Maybe one day we will add something that resembles discriminated unions and named patterns, which would give the features you described above, but right now there are still many questions around on how to generalize such patterns while providing good performance and sane semantics. The current mechanism, although it may be repetitive some times, it is simple, explicit and straight-forward. See the expat thread for a similar discussion.
X4lldux
I’ve created a library for doing exactly this, called disc_union. For your example it would look like this:
defmodule Result do
use DiscUnion
defunion :ok in any() | :error in atom
end
defmodule Example do
use Result
def foo() do
Result.case my_func() do # expects a %Result{} struct
:ok in value -> #continues
:error in reason -> #report the error
end
end
end
NOTE: you can also “import” a regular error tuple into the Result struct using Result.from!/1 function and it will check if what your are importing was defined as one of the variants.
Downside is that for each discriminated union there has to be a specially created case macro, in order for it to “know” what valid variants are in this union and warn you (at compile time) when you miss one or implement it with a wrong shape.
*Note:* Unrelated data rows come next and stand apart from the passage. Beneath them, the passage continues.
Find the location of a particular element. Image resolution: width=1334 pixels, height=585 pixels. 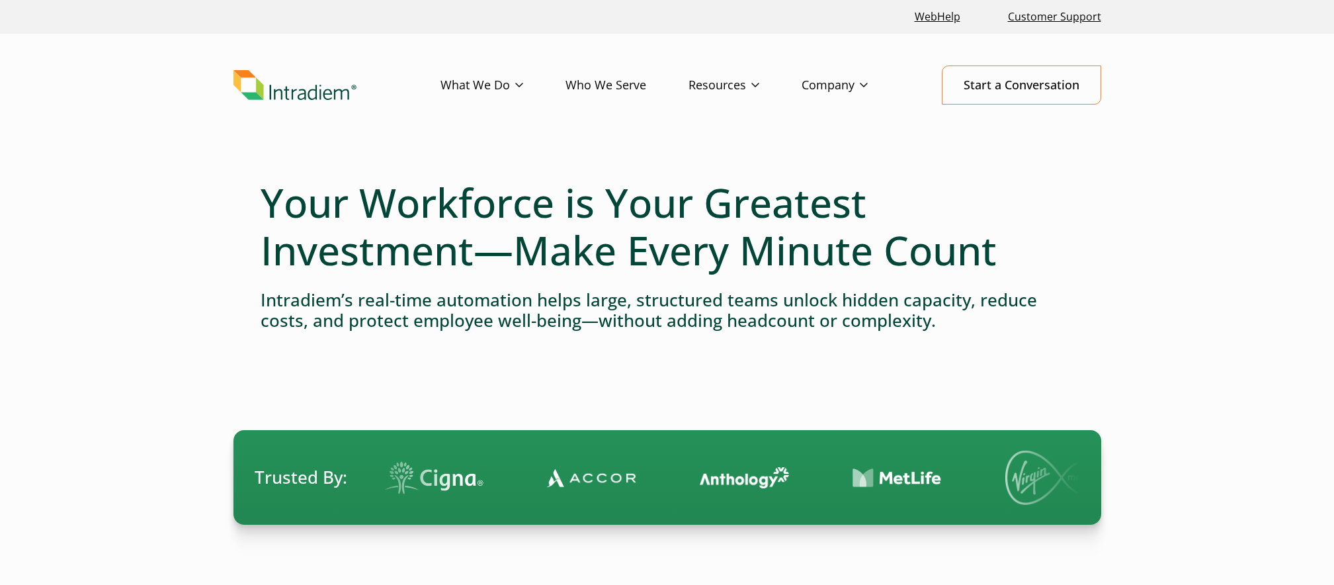

h1: Your Workforce is Your Greatest Investment—Make Every Minute Count is located at coordinates (667, 226).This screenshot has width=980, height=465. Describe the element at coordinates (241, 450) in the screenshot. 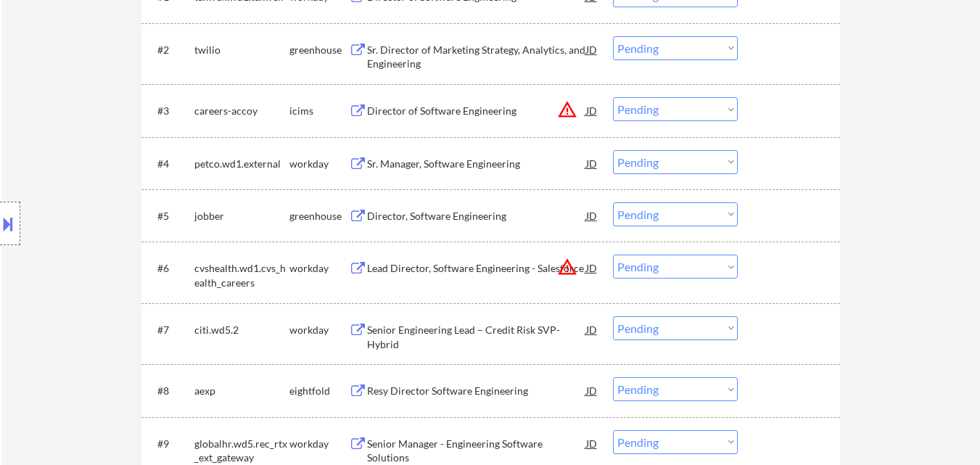

I see `div: globalhr.wd5.rec_rtx_ext_gateway` at that location.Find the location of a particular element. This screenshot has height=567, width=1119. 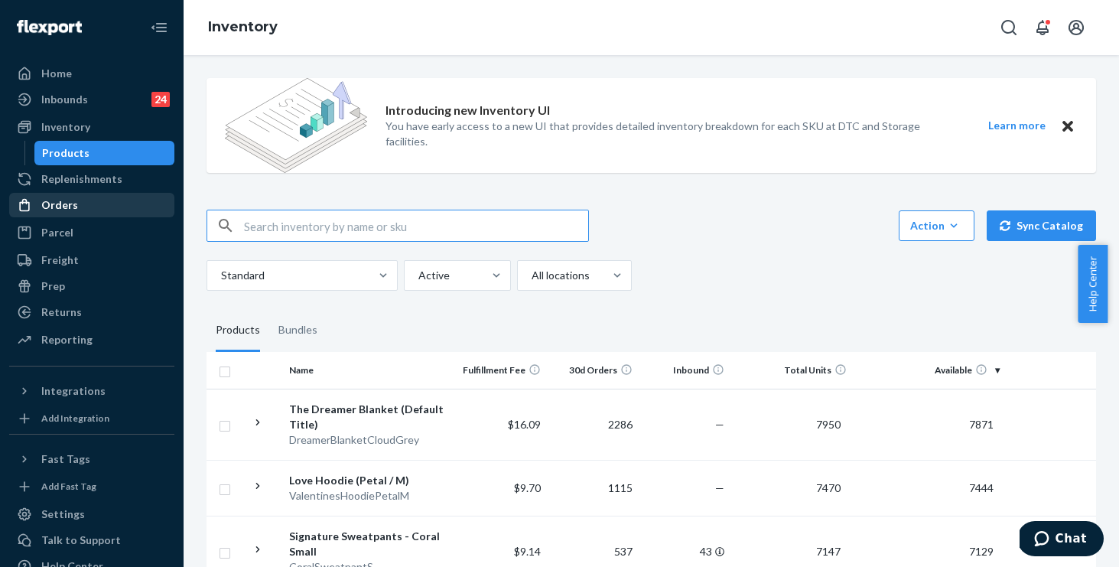

td: 1115 is located at coordinates (593, 487).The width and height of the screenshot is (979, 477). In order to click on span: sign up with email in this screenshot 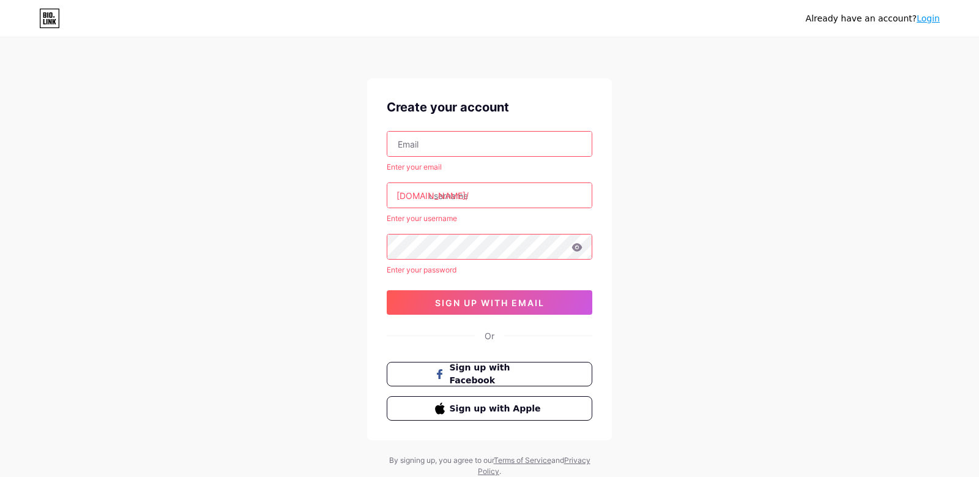, I will do `click(490, 302)`.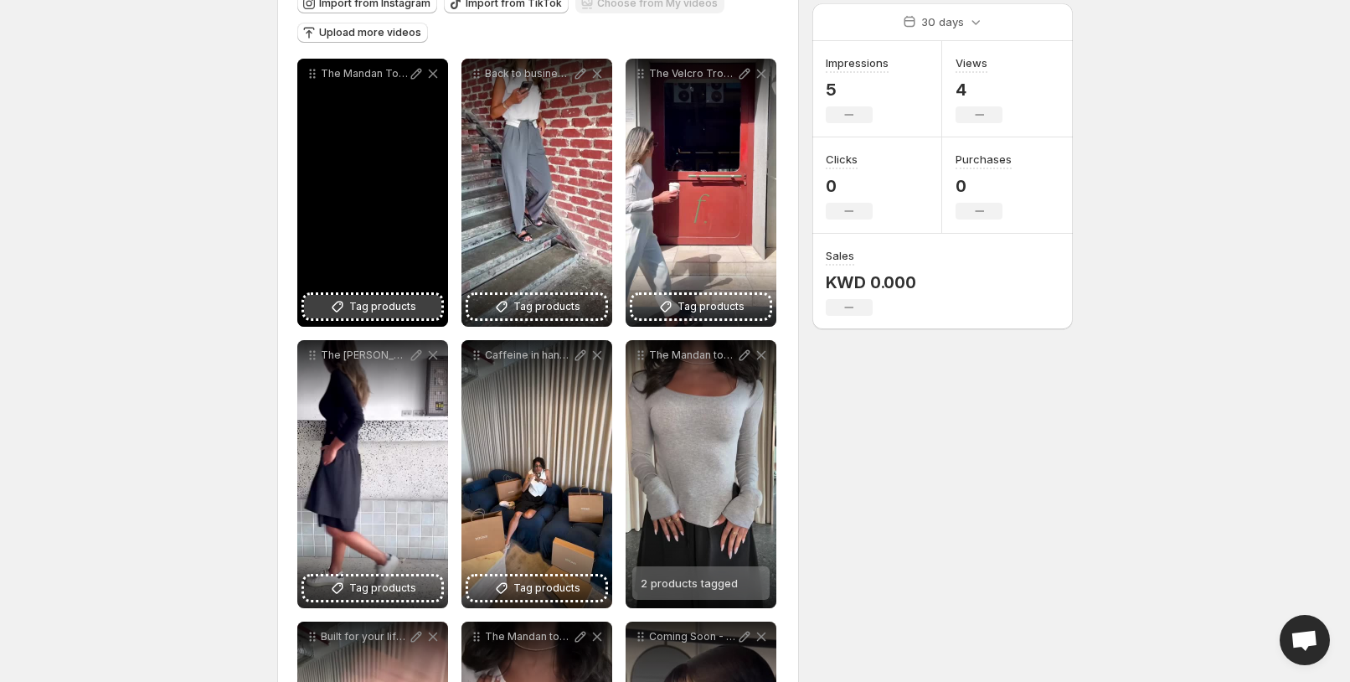  What do you see at coordinates (942, 22) in the screenshot?
I see `p: 30 days` at bounding box center [942, 22].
I find it very useful and use it in production even though I still consider this a research project.
Qqwy
I believe that if your patterns become too complex in a single function, then that might be a very clear indicator that that function could be split in smaller parts.
I do like pattern-matching extensively to ensure that people know it right away when they put garbage in my libraries’ functions. Sometimes these matches become relatively long. I have been tempted to fiddle with pattern-providing macros before, but have not gone through with it until now because I also believed that this would make it harder to read what was going on. I think there are some use cases where you frequently want to match a struct that is in a certain state.
I agree with @josevalim and @crowdhailer: This is not something Elixir itself should provide, but it is great that we can, if it turns out to be useful for the project at hand, write macros that do this stuff.